About 10 AM, conveniently just at the entrance to a service station built into the mountainside, my faithful vehicle came to a jerky final halt. With the attendant's help, I pushed and guided it over to a parking spot on one side of the establishment's concrete apron. I dug out the most essential of my belongings and inquired of the worker about transportation.

He suggested shank's mare. The next town was a few miles farther up the winding road. And so, overheated, wearing extra clothes for which there was no room in what I could carry of my luggage, and with my arms overloaded by suitcases and a duffel bag, I set off. My vehicle had ceased all forward motion a few miles inside the Arizona state line.

I had taken the service station man's business card and told him I'd return for the car, wondering, though, how and when I could ever arrange the money and time for another trip to retrieve it. About $500 was still owed to the bank on the auto loan.

Kindness was in evidence that morning. Before long someone stopped beside me and asked if I could use a lift, taking me, then, as far as the next community, where I checked on the possibility of a bus. There was none. But, for a fee, that afternoon I got a ride on the U.S. Mail truck. In a sense, I posted myself the next fifty to a hundred miles or so through those peaks and valleys and on to Phoenix. Long before we arrived, I fell asleep.

Once there, I turned over more than half my remaining funds for a ticket to San Francisco via Greyhound, checked my baggage, and finally boarded later that afternoon.

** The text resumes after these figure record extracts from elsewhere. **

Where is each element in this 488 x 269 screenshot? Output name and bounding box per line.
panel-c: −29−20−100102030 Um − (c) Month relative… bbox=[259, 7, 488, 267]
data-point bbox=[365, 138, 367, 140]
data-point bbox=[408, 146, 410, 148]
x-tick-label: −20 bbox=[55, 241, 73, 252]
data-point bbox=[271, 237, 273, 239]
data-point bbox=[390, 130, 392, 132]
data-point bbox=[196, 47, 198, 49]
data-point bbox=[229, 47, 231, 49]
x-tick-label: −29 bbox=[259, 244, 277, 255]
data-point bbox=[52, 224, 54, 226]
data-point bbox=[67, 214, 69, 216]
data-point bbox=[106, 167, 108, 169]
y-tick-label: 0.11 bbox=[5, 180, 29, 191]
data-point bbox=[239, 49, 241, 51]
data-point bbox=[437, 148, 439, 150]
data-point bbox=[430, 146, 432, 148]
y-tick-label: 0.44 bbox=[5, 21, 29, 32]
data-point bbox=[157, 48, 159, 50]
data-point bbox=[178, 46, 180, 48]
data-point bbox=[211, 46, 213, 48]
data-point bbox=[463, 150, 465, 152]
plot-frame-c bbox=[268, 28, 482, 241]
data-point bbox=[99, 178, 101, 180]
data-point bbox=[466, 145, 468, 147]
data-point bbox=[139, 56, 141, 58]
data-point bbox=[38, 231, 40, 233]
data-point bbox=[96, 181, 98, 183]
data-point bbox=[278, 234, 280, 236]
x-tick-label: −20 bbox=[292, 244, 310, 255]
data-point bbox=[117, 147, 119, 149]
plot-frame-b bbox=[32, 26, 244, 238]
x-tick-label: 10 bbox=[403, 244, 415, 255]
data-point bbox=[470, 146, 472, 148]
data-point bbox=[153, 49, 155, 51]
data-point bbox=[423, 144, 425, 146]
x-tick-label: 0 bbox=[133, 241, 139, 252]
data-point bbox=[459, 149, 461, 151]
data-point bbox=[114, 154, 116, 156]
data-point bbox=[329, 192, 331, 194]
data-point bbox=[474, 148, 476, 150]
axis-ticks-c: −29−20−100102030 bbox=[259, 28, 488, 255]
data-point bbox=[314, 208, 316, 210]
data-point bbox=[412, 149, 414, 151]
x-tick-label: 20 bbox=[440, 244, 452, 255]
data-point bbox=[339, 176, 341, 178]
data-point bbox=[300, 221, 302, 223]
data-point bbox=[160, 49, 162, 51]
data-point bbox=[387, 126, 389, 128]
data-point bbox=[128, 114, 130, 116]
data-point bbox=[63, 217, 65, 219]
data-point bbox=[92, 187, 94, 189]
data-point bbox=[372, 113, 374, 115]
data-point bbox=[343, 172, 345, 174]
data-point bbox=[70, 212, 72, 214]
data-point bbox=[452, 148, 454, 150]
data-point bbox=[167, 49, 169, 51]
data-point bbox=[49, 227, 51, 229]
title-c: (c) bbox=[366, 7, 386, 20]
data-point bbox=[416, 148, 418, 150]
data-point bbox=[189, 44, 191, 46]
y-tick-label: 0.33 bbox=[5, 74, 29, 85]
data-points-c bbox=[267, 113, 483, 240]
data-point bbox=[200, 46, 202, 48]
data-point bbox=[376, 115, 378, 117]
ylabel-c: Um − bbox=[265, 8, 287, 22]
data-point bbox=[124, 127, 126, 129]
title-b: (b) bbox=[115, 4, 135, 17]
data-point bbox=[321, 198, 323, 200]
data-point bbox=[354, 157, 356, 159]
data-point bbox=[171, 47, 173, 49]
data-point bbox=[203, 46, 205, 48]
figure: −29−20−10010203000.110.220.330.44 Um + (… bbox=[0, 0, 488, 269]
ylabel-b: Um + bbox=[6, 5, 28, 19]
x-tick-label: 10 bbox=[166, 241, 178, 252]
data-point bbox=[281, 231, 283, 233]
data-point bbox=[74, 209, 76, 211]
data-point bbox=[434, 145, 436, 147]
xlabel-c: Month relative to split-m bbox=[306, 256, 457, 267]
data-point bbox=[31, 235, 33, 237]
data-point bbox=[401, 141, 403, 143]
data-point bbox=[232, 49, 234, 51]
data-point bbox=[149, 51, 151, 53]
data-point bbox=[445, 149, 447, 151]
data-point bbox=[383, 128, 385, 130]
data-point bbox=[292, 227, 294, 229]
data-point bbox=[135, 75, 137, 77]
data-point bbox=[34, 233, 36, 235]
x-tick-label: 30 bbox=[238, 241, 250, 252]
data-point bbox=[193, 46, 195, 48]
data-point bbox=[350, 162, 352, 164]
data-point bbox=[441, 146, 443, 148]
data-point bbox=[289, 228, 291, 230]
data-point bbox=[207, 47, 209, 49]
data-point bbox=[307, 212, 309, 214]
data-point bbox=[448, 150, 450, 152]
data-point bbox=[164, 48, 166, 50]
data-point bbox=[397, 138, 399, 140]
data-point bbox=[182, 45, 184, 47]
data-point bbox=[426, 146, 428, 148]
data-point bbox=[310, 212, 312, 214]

As we crossed the last ranges of hills and mountains before reaching the Bay Area, I realized that even if I had an extra few hundred dollars, went back for my disabled car, got it towed to a major city, and then spent whatever it would take in time and money to get it refurbished, it still likely couldn't make it all the rest of the way over those peaks.

So, before even arriving at my destination, I was seeing the journey in cosmic terms. Just as in a trip to the moon NASA planned to be relying on a multi-phase rocket to deliver a payload to the lunar surface, so my intrepid VW had, along with my extra cash, just been the sacrificial booster stages, assuring my and my worldly goods' eventual trajectory all the way to the Pacific Coast.

I would send my Austin bank a letter, I decided, enclosing my key and sadly reporting where the booster Bug had come to rest, suggesting they go get it, sell it, and let me know the balance still due. (Three months later, I received a courteous letter from my Texas bank in reply. It said that they had indeed sent a fellow to Arizona, retrieved my auto, cleaned it up, and sold it. They added that I still owed $62. By now working in Berkeley, I promptly sent them a check. My good credit was intact.)

The temperature as I got off the bus that third afternoon was 55°F. My actual arrival in San Francisco was somewhat anticlimactic. The relief and thrill I felt to be there were of course tempered by the reduction in my resources. I had about $30 left, one-fourth of which went to my first night's lodging at the downtown YMCA hotel near the bus station. (I had yet to see my first credit or debit card. Calling on friends or relatives for a loan was out of the question. I was too proud for that, and, besides, this trip had been all about independence.)

I never did become a professional author. The next few years in San Francisco and Berkeley, though, were among the more challenging, exciting, rewarding, and personally productive of my life, and were set in one of the world's most beautiful and culturally enriching areas. (But that's another story.)